“We are finite, evanescent creatures. We really don’t live very long. And much as we struggle for a global perspective, whether or not we feel peace depends on the questions, Do you love? Are you loved? Do you have good work? It’s important to remember that no matter what happens, life is good. In the end, life is good. And all theory aside, probably the most compelling reason for anyone to become an activist, to struggle for change, is that working to support life, to support justice, to support love — which after all are the same thing — makes a good life even better.”
— Tom Athanasiou, 12/1996
I’ve been thinking about Tom this month. A few years back, we were chatting about my working at both the Earth Island Journal and Faultline, and he asked “So you’re editing two publications. Can I ask what you’re doing for exercise?” It was a bit of a stumper. I was basically walking the dog, walking to BART.
I went out for a short afternoon walk yesterday, on a whim. When I tallied the mileage, my jaw dropped. Seven miles, about 1500 feet of elevation gain. That put me at 17 miles of hiking for the long weekend, 60 in the last month. That’s not counting two dozen miles weekly on treadmills and ellipticals, or evening “not going to the gym” three-milers around the neighborhood. And I still mainly feel like I’m sitting around. But it feels good.
I haven’t written much about my weight lately, but I’ve dropped fifteen pounds since August. That’s without dieting, eating what I feel like eating — though with more exercise and more body awareness, my desire for fats and sugars has dropped substantially. I did buy the pint of Godiva double chocolate raspberry truffle ice cream this weekend, and where I’d earlier this year polish it off in one sitting, I’ve gotten about a fifth of the way through it in two sessions, stopping when I didn’t want any more.
Siona has written compellingly of the politics of food and eating disorders and business as usual in the US. Though her emphasis is on anorexia, I recently heard a television program announcer echo Siona’s criticism and label America an “obesogenic” society. Fast food, television, trans-fatty snack food, suburban sprawl, drive-thru everything, calling it “surfing” when you are in fact sitting on your ass in an office chair.
I see this linked intimately and intricately, on a personal level, with depression. It takes effort to get up and exercise when you haven’t for a while. When you do, there’s a wall: that first five miles of hiking uphill, or (insert your equivalent.) It’s hard work. If you’re like me, you get mad, and charge uphill at a rate guaranteed to max out your pulse… making it that much harder to get there. You give up, and then the next attempt in five or eight months is even harder. Feeling like you cannot effect change, in the world or in yourself… a certain recipe for participation in that most intangible of epidemics.
I’ve been lucky lately: getting out in the world is the closest thing I have to a religion. I have to fight that depressive cycle as much as anyone, along with living in a suburb (albeit one with hiking and paddling opportunities) and an ingrained paternal tradition of considering those who exercise mentally deficient. But I’ve got an ace in the hole: the Steller’s jays and quail and long, exfoliating slopes are beginning to be as much a compulsion as beer and pork rinds ever were.
I should call Tom, see if he wants to go for a walk.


** PROBLEM STATEMENT **
Pictures aside, reproduce exactly and only the lines from the one containing "Describe the element at coordinates (467, 269)" through the end of the records.

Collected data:

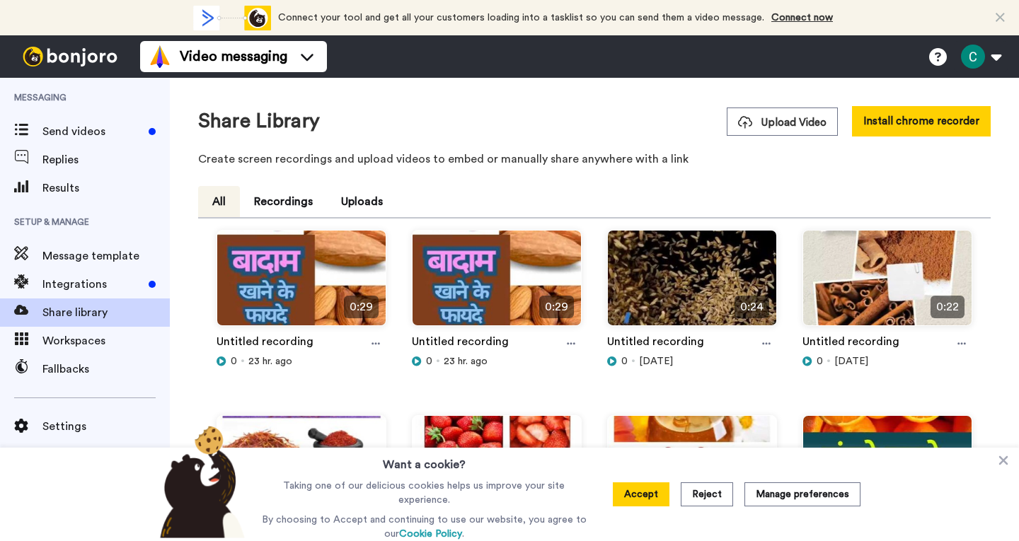 The image size is (1019, 541). What do you see at coordinates (219, 202) in the screenshot?
I see `button: All` at bounding box center [219, 202].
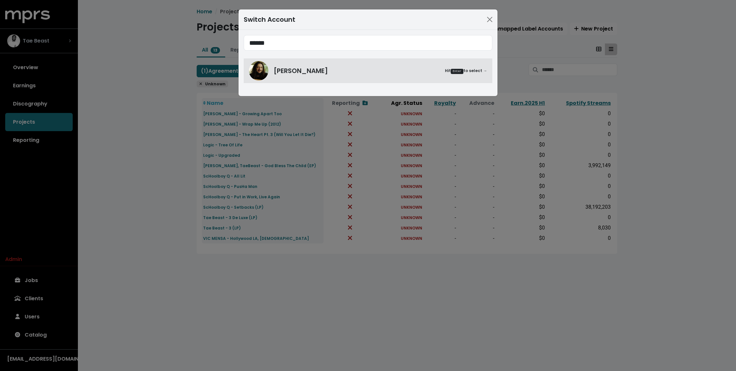 The width and height of the screenshot is (736, 371). Describe the element at coordinates (368, 43) in the screenshot. I see `input: Search accounts` at that location.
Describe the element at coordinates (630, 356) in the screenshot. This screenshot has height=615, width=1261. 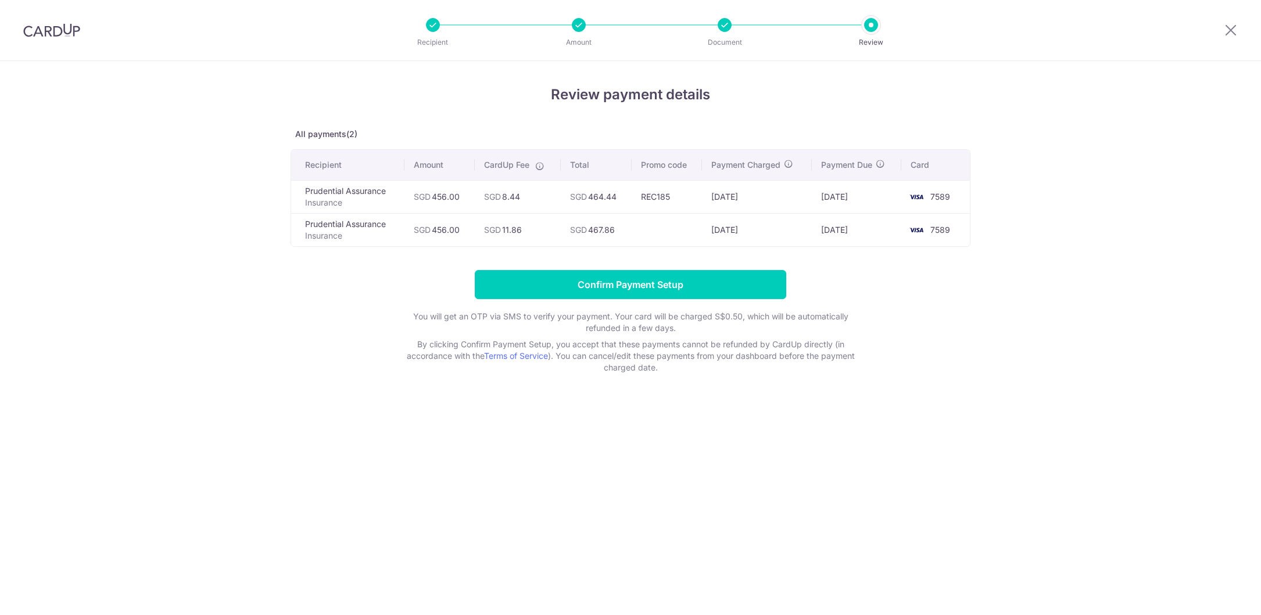
I see `p: By clicking Confirm Payment Setup, you accept that these payments cannot be refunded by CardUp di...` at that location.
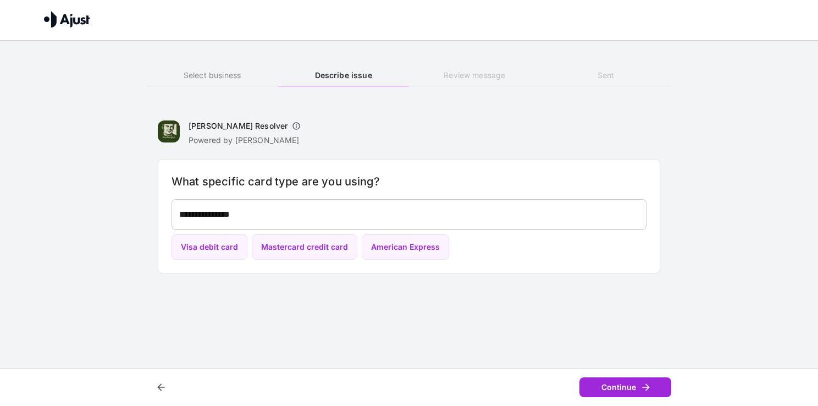 This screenshot has height=406, width=818. What do you see at coordinates (305, 247) in the screenshot?
I see `button: Mastercard credit card` at bounding box center [305, 247].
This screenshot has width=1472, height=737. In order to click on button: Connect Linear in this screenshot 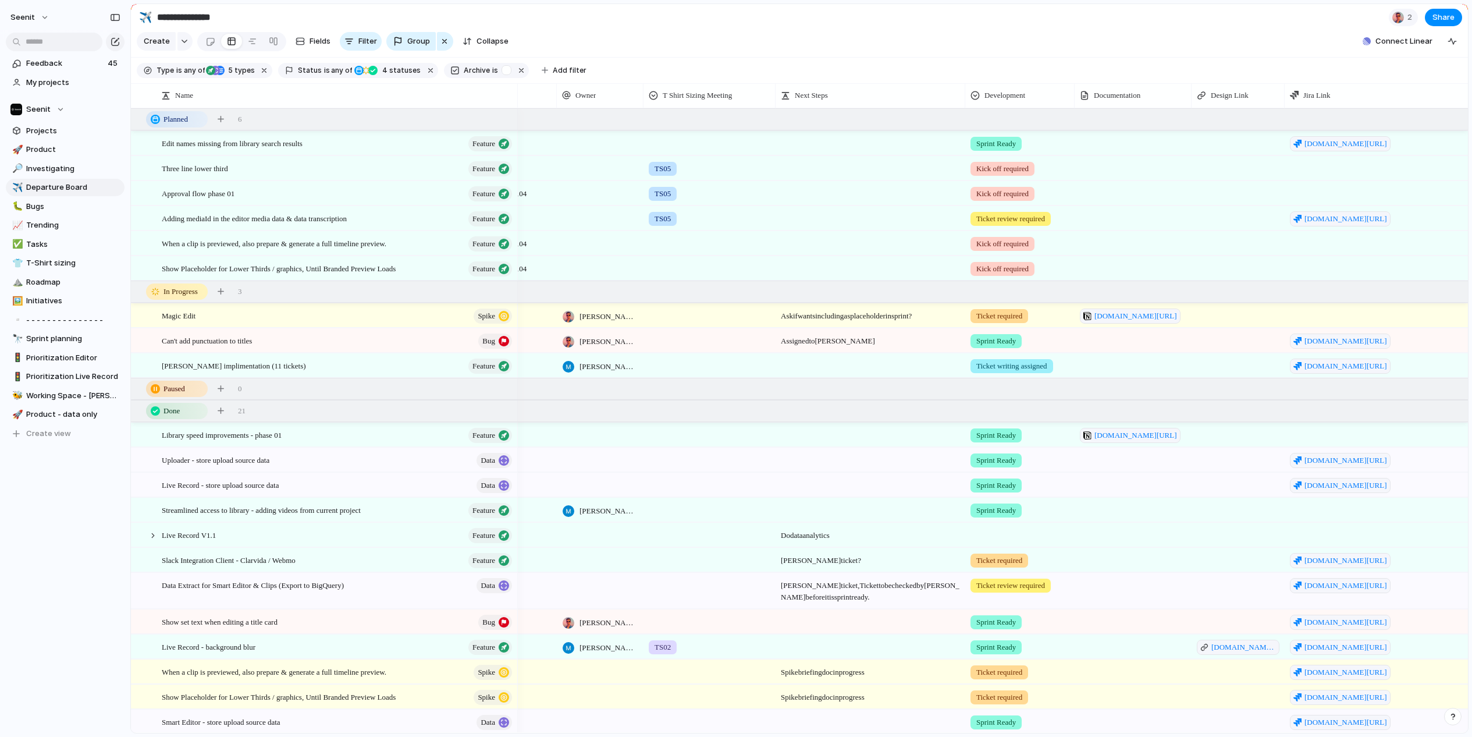, I will do `click(1398, 41)`.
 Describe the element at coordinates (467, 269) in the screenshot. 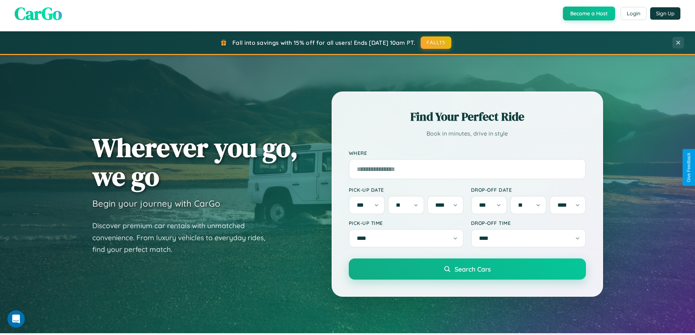

I see `button: Search Cars` at that location.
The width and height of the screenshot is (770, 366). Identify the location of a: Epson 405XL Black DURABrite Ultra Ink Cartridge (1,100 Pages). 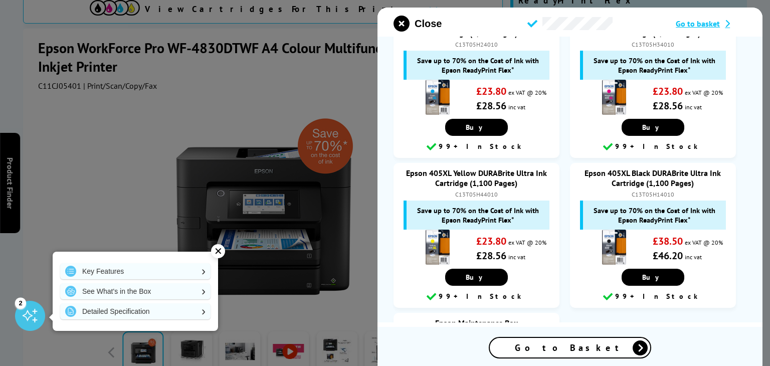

** RESPONSE **
 Describe the element at coordinates (467, 269) in the screenshot. 

I see `button: Search Cars` at that location.
The width and height of the screenshot is (770, 366). Identify the location of a: Epson 405XL Black DURABrite Ultra Ink Cartridge (1,100 Pages). 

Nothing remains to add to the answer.